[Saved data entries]
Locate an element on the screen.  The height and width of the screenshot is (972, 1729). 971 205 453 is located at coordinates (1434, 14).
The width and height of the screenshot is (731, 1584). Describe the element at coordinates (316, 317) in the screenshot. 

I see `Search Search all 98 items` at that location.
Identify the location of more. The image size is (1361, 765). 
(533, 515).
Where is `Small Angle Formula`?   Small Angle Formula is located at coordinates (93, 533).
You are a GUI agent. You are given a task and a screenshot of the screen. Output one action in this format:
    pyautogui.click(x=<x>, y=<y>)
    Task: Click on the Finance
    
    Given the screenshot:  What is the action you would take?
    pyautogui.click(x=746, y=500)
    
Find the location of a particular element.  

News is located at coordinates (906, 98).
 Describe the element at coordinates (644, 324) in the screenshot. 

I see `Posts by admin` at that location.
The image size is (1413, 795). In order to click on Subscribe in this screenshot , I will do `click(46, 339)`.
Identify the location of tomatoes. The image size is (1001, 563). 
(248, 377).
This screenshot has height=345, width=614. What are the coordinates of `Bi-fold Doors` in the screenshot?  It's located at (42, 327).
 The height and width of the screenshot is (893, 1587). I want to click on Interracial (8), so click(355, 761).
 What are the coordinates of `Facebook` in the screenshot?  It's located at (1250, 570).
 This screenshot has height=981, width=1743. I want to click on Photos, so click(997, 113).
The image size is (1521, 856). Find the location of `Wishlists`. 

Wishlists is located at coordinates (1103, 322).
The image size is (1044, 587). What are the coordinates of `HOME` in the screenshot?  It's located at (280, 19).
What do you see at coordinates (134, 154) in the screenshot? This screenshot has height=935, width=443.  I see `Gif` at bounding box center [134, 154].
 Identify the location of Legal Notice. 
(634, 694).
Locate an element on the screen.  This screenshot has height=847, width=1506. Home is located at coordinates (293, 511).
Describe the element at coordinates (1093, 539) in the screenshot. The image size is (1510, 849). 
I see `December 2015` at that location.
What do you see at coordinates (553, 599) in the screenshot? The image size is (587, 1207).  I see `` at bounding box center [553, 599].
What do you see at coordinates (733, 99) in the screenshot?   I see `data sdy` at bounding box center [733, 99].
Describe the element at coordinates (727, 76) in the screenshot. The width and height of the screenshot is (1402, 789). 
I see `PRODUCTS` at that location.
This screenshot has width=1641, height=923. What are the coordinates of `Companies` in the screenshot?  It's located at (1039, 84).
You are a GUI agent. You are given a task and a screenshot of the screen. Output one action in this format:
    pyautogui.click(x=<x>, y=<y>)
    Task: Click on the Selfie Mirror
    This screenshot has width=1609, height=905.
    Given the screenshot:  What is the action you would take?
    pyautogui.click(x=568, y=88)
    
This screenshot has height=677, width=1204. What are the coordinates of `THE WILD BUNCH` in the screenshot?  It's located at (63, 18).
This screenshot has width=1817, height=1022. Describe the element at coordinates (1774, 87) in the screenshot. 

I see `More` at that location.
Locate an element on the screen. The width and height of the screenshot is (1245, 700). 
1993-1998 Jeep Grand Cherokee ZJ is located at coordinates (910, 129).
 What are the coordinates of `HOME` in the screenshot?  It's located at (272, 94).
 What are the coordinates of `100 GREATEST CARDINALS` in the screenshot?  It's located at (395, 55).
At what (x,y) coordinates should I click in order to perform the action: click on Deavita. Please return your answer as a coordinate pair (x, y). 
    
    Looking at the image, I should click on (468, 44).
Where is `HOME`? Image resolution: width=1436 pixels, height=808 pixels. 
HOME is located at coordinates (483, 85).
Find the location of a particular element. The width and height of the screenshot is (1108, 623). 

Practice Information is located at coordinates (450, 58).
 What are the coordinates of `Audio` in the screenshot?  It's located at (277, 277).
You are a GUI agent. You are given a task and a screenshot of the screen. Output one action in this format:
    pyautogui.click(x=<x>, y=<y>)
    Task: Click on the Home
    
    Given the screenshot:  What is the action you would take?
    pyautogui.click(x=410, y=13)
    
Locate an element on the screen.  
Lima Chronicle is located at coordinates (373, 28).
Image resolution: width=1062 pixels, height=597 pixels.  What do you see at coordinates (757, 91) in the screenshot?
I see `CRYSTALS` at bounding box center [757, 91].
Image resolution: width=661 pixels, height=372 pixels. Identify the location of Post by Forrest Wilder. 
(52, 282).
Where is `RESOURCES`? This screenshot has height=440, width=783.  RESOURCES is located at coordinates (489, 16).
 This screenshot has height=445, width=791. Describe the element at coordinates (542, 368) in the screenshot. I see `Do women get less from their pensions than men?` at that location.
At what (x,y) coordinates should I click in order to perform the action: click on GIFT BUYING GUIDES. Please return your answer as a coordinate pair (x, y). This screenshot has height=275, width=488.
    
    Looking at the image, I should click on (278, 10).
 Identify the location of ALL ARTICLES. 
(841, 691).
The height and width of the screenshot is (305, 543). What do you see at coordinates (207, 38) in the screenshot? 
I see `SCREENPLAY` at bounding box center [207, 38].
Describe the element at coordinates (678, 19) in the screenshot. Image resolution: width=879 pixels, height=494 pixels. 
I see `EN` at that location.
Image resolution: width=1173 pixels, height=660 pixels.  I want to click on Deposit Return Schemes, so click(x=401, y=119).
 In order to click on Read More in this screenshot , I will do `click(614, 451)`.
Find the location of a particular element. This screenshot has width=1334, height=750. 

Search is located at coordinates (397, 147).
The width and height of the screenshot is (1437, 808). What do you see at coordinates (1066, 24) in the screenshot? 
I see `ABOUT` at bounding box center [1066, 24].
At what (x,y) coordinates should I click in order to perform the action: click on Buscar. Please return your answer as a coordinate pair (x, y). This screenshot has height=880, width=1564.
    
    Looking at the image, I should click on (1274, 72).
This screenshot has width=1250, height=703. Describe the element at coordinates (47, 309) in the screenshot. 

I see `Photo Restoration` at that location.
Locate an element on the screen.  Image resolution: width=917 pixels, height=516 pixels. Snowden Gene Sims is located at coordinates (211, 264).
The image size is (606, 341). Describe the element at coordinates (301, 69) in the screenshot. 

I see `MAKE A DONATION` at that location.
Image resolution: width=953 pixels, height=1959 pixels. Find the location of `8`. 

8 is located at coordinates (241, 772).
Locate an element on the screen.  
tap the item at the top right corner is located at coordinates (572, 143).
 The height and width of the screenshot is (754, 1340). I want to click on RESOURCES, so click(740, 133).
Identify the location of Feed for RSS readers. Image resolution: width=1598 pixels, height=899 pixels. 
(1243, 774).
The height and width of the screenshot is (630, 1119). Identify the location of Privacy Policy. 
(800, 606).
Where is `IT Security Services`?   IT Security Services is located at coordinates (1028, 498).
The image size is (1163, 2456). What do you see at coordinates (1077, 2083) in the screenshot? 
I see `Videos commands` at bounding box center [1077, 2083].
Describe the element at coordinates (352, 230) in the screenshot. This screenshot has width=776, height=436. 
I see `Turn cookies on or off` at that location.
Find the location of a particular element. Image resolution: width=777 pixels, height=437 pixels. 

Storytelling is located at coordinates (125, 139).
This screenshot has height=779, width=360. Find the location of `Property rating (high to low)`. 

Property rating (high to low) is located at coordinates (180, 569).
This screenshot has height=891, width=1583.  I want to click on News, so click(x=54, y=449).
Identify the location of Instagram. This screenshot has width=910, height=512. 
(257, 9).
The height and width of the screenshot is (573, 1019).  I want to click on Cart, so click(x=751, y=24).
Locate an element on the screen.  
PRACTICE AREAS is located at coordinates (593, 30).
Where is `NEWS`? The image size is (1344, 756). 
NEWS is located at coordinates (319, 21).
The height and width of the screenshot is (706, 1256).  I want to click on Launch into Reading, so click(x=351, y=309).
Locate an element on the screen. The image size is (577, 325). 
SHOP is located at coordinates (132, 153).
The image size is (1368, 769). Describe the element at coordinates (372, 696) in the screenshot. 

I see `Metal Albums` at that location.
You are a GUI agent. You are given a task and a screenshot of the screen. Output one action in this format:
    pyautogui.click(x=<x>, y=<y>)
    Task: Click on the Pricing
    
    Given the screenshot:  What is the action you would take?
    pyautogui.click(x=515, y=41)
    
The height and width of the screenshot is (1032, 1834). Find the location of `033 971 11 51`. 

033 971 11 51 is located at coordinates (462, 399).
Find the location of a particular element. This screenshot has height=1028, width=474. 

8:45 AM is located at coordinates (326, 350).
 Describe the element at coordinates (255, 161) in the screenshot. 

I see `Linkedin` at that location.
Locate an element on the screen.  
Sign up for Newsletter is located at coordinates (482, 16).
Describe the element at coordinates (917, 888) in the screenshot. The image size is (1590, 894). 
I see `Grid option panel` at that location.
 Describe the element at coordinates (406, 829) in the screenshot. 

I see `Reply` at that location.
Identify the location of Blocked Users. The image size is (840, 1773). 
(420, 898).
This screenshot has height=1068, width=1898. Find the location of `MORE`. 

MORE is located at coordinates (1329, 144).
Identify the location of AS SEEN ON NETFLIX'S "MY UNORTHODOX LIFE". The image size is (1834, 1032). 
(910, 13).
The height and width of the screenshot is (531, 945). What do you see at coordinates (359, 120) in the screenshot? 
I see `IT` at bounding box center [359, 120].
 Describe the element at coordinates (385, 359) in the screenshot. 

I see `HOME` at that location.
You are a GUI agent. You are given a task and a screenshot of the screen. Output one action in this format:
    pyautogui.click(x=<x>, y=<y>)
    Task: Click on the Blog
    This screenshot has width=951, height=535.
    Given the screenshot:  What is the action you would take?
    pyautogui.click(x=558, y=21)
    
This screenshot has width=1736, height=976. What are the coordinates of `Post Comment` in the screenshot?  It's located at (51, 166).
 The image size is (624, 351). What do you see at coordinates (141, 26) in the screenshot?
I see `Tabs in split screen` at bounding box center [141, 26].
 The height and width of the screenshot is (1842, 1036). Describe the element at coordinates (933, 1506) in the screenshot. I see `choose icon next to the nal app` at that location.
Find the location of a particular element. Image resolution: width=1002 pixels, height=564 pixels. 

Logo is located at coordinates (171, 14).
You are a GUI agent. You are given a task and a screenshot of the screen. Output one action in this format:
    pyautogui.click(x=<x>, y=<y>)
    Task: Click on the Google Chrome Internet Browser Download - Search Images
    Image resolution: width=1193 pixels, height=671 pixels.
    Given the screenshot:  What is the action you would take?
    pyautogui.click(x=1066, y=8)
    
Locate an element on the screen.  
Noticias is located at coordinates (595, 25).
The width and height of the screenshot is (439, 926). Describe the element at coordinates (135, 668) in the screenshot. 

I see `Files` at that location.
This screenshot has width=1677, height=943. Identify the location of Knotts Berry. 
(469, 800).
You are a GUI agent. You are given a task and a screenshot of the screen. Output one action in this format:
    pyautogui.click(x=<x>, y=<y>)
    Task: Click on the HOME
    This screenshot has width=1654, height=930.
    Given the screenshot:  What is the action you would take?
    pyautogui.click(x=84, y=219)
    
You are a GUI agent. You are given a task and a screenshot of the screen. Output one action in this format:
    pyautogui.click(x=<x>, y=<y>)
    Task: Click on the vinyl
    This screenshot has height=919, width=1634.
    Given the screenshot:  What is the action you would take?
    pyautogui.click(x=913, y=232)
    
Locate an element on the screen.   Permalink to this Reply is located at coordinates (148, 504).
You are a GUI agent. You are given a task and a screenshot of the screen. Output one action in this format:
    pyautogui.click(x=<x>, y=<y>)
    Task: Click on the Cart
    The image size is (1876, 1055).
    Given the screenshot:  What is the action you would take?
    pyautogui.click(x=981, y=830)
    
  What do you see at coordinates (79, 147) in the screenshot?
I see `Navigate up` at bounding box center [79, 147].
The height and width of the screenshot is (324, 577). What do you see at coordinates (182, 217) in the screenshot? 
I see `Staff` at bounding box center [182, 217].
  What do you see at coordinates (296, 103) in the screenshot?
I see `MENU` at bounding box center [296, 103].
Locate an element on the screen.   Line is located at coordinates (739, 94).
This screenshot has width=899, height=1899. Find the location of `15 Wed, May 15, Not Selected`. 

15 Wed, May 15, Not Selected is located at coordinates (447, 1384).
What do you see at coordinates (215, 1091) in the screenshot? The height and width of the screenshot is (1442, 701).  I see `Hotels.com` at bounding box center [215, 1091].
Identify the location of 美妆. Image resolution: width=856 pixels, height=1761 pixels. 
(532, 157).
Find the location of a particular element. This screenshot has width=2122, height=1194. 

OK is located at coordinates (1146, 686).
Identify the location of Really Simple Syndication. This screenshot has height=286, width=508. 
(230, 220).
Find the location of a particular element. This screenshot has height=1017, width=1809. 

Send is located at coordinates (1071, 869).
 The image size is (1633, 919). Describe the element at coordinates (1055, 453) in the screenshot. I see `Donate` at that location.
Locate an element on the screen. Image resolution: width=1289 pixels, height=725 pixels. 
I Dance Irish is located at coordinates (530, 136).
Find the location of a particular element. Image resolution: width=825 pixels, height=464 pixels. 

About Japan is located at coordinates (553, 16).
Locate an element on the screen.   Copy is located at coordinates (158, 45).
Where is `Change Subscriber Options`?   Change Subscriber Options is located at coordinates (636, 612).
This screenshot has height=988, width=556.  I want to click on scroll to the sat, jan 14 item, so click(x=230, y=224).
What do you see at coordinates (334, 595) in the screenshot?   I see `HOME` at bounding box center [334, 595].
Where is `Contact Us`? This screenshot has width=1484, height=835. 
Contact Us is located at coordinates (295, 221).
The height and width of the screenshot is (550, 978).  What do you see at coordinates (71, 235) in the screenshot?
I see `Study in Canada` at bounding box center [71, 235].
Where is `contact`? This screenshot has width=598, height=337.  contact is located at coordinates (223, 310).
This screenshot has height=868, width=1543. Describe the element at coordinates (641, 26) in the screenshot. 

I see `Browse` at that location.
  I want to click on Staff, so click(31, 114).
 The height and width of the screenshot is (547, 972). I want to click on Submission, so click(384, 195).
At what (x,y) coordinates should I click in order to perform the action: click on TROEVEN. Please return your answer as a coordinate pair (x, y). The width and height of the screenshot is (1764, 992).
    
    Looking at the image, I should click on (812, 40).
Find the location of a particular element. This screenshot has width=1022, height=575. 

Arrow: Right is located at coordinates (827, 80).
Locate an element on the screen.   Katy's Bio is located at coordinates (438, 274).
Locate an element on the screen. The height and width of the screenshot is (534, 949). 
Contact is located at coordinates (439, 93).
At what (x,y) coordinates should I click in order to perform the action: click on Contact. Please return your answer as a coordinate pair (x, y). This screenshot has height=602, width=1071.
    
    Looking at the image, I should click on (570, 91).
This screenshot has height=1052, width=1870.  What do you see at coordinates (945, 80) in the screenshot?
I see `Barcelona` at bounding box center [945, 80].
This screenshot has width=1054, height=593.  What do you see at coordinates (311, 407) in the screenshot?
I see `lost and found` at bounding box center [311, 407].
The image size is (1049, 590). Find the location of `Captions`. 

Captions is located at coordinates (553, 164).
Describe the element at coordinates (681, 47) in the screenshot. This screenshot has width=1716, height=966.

▶ TO DO
Please state how many lines in the entries above include the string "will", and write only that number.

▶ TASK RESULT
2